Cluster-based Approach to Improve Affect Recognition from Passively Sensed Data
Mawulolo K. Ameko, Lihua Cai, Mehdi Boukhechba, Alexander Daros,, Philip I. Chow, Bethany A. Teachman, Matthew S. Gerber, Laura E. Barnes

TL;DR
This paper presents a group-based modeling approach to improve passive negative affect recognition from mobile sensor data, outperforming generalized models in personal mental health monitoring.
Contribution
It introduces a novel group-based modeling method that personalizes affect recognition using mobility, communication, and activity data, enhancing accuracy over generalized models.
Findings
Group models outperform generalized models in affect recognition.
Personalized models improve detection accuracy.

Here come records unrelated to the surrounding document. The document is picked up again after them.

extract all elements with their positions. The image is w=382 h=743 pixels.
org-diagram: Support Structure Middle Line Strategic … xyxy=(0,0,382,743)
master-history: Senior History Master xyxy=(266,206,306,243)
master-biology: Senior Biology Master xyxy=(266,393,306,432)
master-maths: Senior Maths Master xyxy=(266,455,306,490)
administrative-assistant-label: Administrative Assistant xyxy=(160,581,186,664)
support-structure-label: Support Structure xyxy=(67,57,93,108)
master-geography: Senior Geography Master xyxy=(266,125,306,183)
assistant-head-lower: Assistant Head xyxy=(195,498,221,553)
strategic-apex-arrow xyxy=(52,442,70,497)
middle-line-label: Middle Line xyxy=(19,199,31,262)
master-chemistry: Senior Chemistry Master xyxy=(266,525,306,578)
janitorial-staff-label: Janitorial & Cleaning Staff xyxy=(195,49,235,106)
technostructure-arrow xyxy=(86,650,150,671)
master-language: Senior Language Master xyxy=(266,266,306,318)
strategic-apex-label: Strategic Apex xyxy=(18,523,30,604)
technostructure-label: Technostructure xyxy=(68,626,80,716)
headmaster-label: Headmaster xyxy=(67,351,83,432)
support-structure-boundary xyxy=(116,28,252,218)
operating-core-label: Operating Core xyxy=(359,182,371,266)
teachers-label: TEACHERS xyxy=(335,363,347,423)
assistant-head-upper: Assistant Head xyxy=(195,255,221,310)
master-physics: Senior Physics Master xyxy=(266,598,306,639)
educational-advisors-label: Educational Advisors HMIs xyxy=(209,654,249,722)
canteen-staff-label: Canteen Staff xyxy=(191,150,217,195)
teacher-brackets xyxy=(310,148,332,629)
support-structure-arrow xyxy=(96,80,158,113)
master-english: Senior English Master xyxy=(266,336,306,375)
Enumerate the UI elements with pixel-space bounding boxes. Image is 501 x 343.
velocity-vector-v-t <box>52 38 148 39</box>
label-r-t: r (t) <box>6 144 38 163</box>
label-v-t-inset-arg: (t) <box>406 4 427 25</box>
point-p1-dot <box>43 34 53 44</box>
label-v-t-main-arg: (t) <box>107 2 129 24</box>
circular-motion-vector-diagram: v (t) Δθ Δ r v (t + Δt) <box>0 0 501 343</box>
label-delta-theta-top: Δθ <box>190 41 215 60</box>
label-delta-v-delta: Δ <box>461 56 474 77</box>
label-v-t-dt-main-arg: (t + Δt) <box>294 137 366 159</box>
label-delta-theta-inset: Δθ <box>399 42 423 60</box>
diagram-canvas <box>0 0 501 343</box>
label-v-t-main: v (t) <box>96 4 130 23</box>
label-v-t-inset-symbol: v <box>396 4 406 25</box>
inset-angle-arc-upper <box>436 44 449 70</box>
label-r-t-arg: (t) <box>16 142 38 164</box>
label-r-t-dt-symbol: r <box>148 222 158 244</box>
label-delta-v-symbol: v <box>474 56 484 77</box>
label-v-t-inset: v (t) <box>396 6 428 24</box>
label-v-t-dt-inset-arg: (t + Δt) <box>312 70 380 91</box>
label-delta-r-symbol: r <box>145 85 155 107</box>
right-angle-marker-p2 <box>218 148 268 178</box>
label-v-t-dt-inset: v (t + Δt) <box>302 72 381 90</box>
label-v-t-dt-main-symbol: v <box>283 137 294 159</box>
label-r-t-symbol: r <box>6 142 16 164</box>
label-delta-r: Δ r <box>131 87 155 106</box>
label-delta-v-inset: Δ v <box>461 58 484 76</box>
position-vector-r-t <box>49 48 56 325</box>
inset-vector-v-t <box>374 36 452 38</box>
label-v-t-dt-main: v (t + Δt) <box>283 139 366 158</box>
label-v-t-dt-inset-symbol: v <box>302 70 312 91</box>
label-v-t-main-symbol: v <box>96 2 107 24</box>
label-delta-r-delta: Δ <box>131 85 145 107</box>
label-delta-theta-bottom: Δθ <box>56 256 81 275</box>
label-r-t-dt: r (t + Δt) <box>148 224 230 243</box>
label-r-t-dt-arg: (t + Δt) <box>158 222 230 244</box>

Two weeks of daily life data sufficed for effective modeling.
Abstract
Negative affect is a proxy for mental health in adults. By being able to predict participants' negative affect states unobtrusively, researchers and clinicians will be better positioned to deliver targeted, just-in-time mental health interventions via mobile applications. This work attempts to personalize the passive recognition of negative affect states via group-based modeling of user behavior patterns captured from mobility, communication, and activity patterns. Results show that group models outperform generalized models in a dataset based on two weeks of users' daily lives.